Joyce Carol Oates draws on her Princeton connections—including Sheila Kohler, Paul Muldoon, Edmund White, and her former student, Jonathan Safran Foer—for contributors to her crime anthology in the Akashic series, New Jersey Noir.
How did you connect with other contributors?
Johnny Temple, the publisher of Akashic Books, and Otto Penzler were helpful in supplying me with names of writers appropriate for the anthology whom I did not know. Then there were writers who learned of the anthology and asked to be considered, like S.A. Solomon, who sent a brilliantly atmospheric story set in Newark. I’ve long admired the unclassifiable Jeffrey Ford, who lives in New Jersey, so this was a great occasion to contact him.
Unusually for this series, you include poets. Did you try to include ones who possessed a noir sensibility?
The poets in the volume are very, very good poets—that they are my friends also is a wonderful coincidence. I’d invited them to participate because they do indeed possess noir sensibilities, in very divergent ways.
Were there any writers you wanted to include who didn’t submit stories for this anthology?
Yes, five or six writers never came through for us, though they’d promised to send work. (Their names shall be unspoken!) Of course, Johnny and I had hoped for African-American contributors. We tried, tried, and tried—but with no luck. Ask me why: I have no idea.
Any plans to write any more novels under your Rosamund Smith pseudonym, last used 10 years ago?
When I moved to Ecco Press, my editor there, Daniel Halpern, wanted to continue with another pseudonymous writer of suspense fiction, and so “Lauren Kelly” was born, who wrote several novels—Take Me, Take Me with You; The Stolen Heart; Blood Mask. I hope to continue with Lauren Kelly sometime soon.
Is it difficult to make room for editing tasks in your busy schedule?
No, editing is invigorating. Mostly it means reading—reading work I would not ordinarily see—and I love reading, so this is wonderful. My hands-on “editing” is usually minimal.
As editor, have you ever rejected manuscripts as being completely unsuited to the project?
Very rarely. I think that Johnny and I deliberated over a manuscript or two, which we had solicited, and decided in the end against it. It’s rare that I reject a manuscript; indeed, as a long-time professor of writing and of English, I’m conditioned to constructive criticism—helping writers rather than rejecting them. But the stories of New Jersey Noir are so striking and so various—so entertaining, disturbing, and haunting—the overall experience of bringing them together was highly positive.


**What to produce:** The records below are to be reproduced exactly, and no picture should appear in the copy.

**Provided records:**
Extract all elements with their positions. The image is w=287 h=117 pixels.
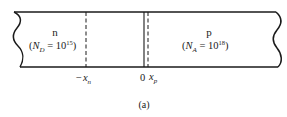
minus-xn-label: −xn (76, 72, 92, 86)
origin-label: 0 (140, 72, 145, 83)
n-region-doping-label: (ND = 1015) (29, 39, 77, 54)
xp-label: xp (148, 71, 158, 85)
n-region-type-label: n (52, 26, 58, 38)
p-region-doping-label: (NA = 1018) (182, 39, 229, 54)
pn-junction-diagram: n (ND = 1015) p (NA = 1018) −xn 0 xp (a) (0, 0, 287, 117)
figure-caption: (a) (138, 99, 149, 111)
right-break-edge (273, 12, 281, 67)
p-region-type-label: p (206, 26, 212, 38)
left-break-edge (13, 12, 22, 67)
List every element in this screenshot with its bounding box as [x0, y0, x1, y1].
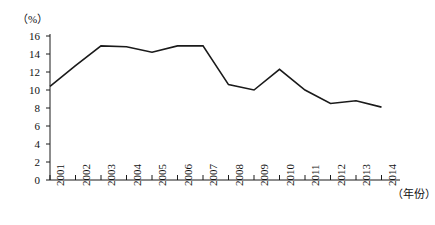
axes: [50, 34, 400, 180]
x-axis-tick-label: 2008: [234, 164, 245, 186]
x-axis-tick-label: 2010: [285, 164, 296, 186]
y-axis-tick-label: 2: [20, 157, 40, 168]
x-axis-tick-label: 2012: [336, 164, 347, 186]
data-series-line: [50, 46, 382, 107]
y-axis-tick-label: 0: [20, 175, 40, 186]
x-axis-tick-label: 2005: [157, 164, 168, 186]
x-axis-tick-label: 2003: [106, 164, 117, 186]
x-axis-tick-label: 2006: [183, 164, 194, 186]
line-chart: （%） 0246810121416 2001200220032004200520…: [0, 0, 435, 225]
x-axis-tick-label: 2011: [310, 164, 321, 186]
x-axis-tick-label: 2007: [208, 164, 219, 186]
y-axis-tick-label: 16: [20, 31, 40, 42]
y-axis-tick-label: 10: [20, 85, 40, 96]
x-axis-tick-label: 2009: [259, 164, 270, 186]
x-axis-caption: （年份）: [392, 188, 435, 200]
x-axis-tick-label: 2014: [387, 164, 398, 186]
x-axis-tick-label: 2013: [361, 164, 372, 186]
y-axis-tick-label: 8: [20, 103, 40, 114]
chart-canvas: [0, 0, 435, 225]
y-axis-tick-label: 4: [20, 139, 40, 150]
x-axis-tick-label: 2004: [132, 164, 143, 186]
x-axis-tick-label: 2002: [81, 164, 92, 186]
x-axis-tick-label: 2001: [55, 164, 66, 186]
y-axis-ticks: [46, 36, 50, 180]
y-axis-tick-label: 12: [20, 67, 40, 78]
y-axis-tick-label: 14: [20, 49, 40, 60]
y-axis-tick-label: 6: [20, 121, 40, 132]
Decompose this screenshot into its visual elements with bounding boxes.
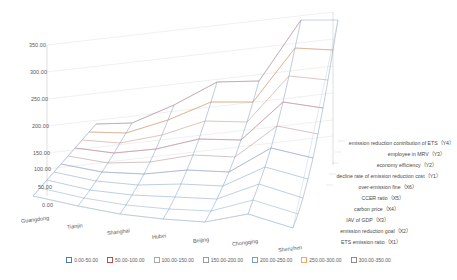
legend-swatch-icon	[154, 257, 160, 263]
legend-swatch-icon	[203, 257, 209, 263]
legend-label: 50.00-100.00	[115, 257, 144, 263]
legend-item-band-3[interactable]: 100.00-150.00	[154, 257, 194, 263]
chart-legend: 0.00-50.00 50.00-100.00 100.00-150.00 15…	[0, 257, 457, 263]
series-label-x4: carbon price（X4）	[354, 205, 399, 212]
y-tick-200: 200.00	[11, 123, 49, 129]
legend-label: 150.00-200.00	[211, 257, 243, 263]
legend-label: 300.00-350.00	[359, 257, 391, 263]
legend-item-band-5[interactable]: 200.00-250.00	[252, 257, 292, 263]
y-tick-50: 50.00	[14, 184, 52, 190]
series-label-x3: IAV of GDP（X3）	[346, 216, 389, 223]
y-tick-300: 300.00	[9, 69, 47, 75]
legend-label: 100.00-150.00	[162, 257, 194, 263]
legend-swatch-icon	[66, 257, 72, 263]
legend-item-band-7[interactable]: 300.00-350.00	[351, 257, 391, 263]
series-label-x2: emission reduction goal（X2）	[340, 227, 411, 234]
legend-swatch-icon	[301, 257, 307, 263]
legend-label: 250.00-300.00	[309, 257, 341, 263]
surface-chart-3d: 350.00 300.00 250.00 200.00 150.00 100.0…	[0, 0, 457, 280]
series-label-y1: decline rate of emission reduction cost（…	[336, 172, 441, 179]
series-label-y4: emission reduction contribution of ETS（Y…	[349, 139, 454, 146]
series-label-y3: employee in MRV（Y3）	[388, 150, 445, 157]
series-label-x6: over-emission fine（X6）	[359, 183, 417, 190]
y-tick-250: 250.00	[10, 96, 48, 102]
legend-label: 0.00-50.00	[74, 257, 98, 263]
value-axis-line	[47, 12, 333, 196]
series-label-x1: ETS emission ratio（X1）	[341, 238, 401, 245]
legend-swatch-icon	[252, 257, 258, 263]
y-tick-350: 350.00	[8, 42, 46, 48]
surface-rows	[33, 20, 338, 228]
series-label-y2: economy efficiency（Y2）	[377, 161, 437, 168]
legend-label: 200.00-250.00	[260, 257, 292, 263]
y-tick-0: 0.00	[15, 202, 53, 208]
y-tick-150: 150.00	[12, 150, 50, 156]
legend-item-band-1[interactable]: 0.00-50.00	[66, 257, 98, 263]
legend-item-band-6[interactable]: 250.00-300.00	[301, 257, 341, 263]
surface-contour-highlights	[61, 20, 333, 174]
legend-swatch-icon	[107, 257, 113, 263]
legend-swatch-icon	[351, 257, 357, 263]
series-label-x5: CCER ratio（X5）	[361, 194, 404, 201]
legend-item-band-2[interactable]: 50.00-100.00	[107, 257, 144, 263]
legend-item-band-4[interactable]: 150.00-200.00	[203, 257, 243, 263]
y-tick-100: 100.00	[13, 166, 51, 172]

**Result for this task:**
Extract all elements with their positions. The image is w=287 h=117 pixels.
minus-xn-label: −xn (76, 72, 92, 86)
origin-label: 0 (140, 72, 145, 83)
n-region-doping-label: (ND = 1015) (29, 39, 77, 54)
xp-label: xp (148, 71, 158, 85)
n-region-type-label: n (52, 26, 58, 38)
p-region-doping-label: (NA = 1018) (182, 39, 229, 54)
pn-junction-diagram: n (ND = 1015) p (NA = 1018) −xn 0 xp (a) (0, 0, 287, 117)
figure-caption: (a) (138, 99, 149, 111)
right-break-edge (273, 12, 281, 67)
p-region-type-label: p (206, 26, 212, 38)
left-break-edge (13, 12, 22, 67)
List every element in this screenshot with its bounding box as [x0, y0, x1, y1].
axes: [50, 34, 400, 180]
x-axis-tick-label: 2008: [234, 164, 245, 186]
x-axis-tick-label: 2010: [285, 164, 296, 186]
y-axis-tick-label: 2: [20, 157, 40, 168]
x-axis-tick-label: 2012: [336, 164, 347, 186]
data-series-line: [50, 46, 382, 107]
y-axis-tick-label: 0: [20, 175, 40, 186]
x-axis-tick-label: 2005: [157, 164, 168, 186]
x-axis-tick-label: 2003: [106, 164, 117, 186]
x-axis-tick-label: 2006: [183, 164, 194, 186]
line-chart: （%） 0246810121416 2001200220032004200520…: [0, 0, 435, 225]
x-axis-tick-label: 2011: [310, 164, 321, 186]
x-axis-tick-label: 2007: [208, 164, 219, 186]
y-axis-tick-label: 16: [20, 31, 40, 42]
y-axis-tick-label: 10: [20, 85, 40, 96]
x-axis-tick-label: 2009: [259, 164, 270, 186]
x-axis-caption: （年份）: [392, 188, 435, 200]
x-axis-tick-label: 2014: [387, 164, 398, 186]
x-axis-tick-label: 2013: [361, 164, 372, 186]
y-axis-tick-label: 8: [20, 103, 40, 114]
chart-canvas: [0, 0, 435, 225]
y-axis-tick-label: 4: [20, 139, 40, 150]
x-axis-tick-label: 2004: [132, 164, 143, 186]
x-axis-tick-label: 2002: [81, 164, 92, 186]
x-axis-tick-label: 2001: [55, 164, 66, 186]
y-axis-ticks: [46, 36, 50, 180]
y-axis-tick-label: 12: [20, 67, 40, 78]
y-axis-tick-label: 14: [20, 49, 40, 60]
y-axis-tick-label: 6: [20, 121, 40, 132]
Decompose this screenshot into its visual elements with bounding boxes.
legend-swatch-icon	[154, 257, 160, 263]
legend-swatch-icon	[203, 257, 209, 263]
legend-label: 50.00-100.00	[115, 257, 144, 263]
legend-item-band-3[interactable]: 100.00-150.00	[154, 257, 194, 263]
chart-legend: 0.00-50.00 50.00-100.00 100.00-150.00 15…	[0, 257, 457, 263]
series-label-x4: carbon price（X4）	[354, 205, 399, 212]
y-tick-200: 200.00	[11, 123, 49, 129]
legend-label: 150.00-200.00	[211, 257, 243, 263]
legend-label: 300.00-350.00	[359, 257, 391, 263]
legend-item-band-5[interactable]: 200.00-250.00	[252, 257, 292, 263]
y-tick-50: 50.00	[14, 184, 52, 190]
series-label-x3: IAV of GDP（X3）	[346, 216, 389, 223]
y-tick-300: 300.00	[9, 69, 47, 75]
legend-label: 100.00-150.00	[162, 257, 194, 263]
legend-swatch-icon	[66, 257, 72, 263]
legend-item-band-7[interactable]: 300.00-350.00	[351, 257, 391, 263]
series-label-x2: emission reduction goal（X2）	[340, 227, 411, 234]
legend-swatch-icon	[301, 257, 307, 263]
legend-label: 250.00-300.00	[309, 257, 341, 263]
surface-chart-3d: 350.00 300.00 250.00 200.00 150.00 100.0…	[0, 0, 457, 280]
series-label-y1: decline rate of emission reduction cost（…	[336, 172, 441, 179]
series-label-y4: emission reduction contribution of ETS（Y…	[349, 139, 454, 146]
series-label-y3: employee in MRV（Y3）	[388, 150, 445, 157]
series-label-x6: over-emission fine（X6）	[359, 183, 417, 190]
y-tick-250: 250.00	[10, 96, 48, 102]
legend-label: 0.00-50.00	[74, 257, 98, 263]
value-axis-line	[47, 12, 333, 196]
series-label-x1: ETS emission ratio（X1）	[341, 238, 401, 245]
legend-swatch-icon	[252, 257, 258, 263]
y-tick-350: 350.00	[8, 42, 46, 48]
surface-rows	[33, 20, 338, 228]
series-label-y2: economy efficiency（Y2）	[377, 161, 437, 168]
legend-label: 200.00-250.00	[260, 257, 292, 263]
y-tick-0: 0.00	[15, 202, 53, 208]
y-tick-150: 150.00	[12, 150, 50, 156]
legend-item-band-1[interactable]: 0.00-50.00	[66, 257, 98, 263]
legend-item-band-6[interactable]: 250.00-300.00	[301, 257, 341, 263]
surface-contour-highlights	[61, 20, 333, 174]
legend-swatch-icon	[107, 257, 113, 263]
legend-swatch-icon	[351, 257, 357, 263]
series-label-x5: CCER ratio（X5）	[361, 194, 404, 201]
legend-item-band-2[interactable]: 50.00-100.00	[107, 257, 144, 263]
legend-item-band-4[interactable]: 150.00-200.00	[203, 257, 243, 263]
y-tick-100: 100.00	[13, 166, 51, 172]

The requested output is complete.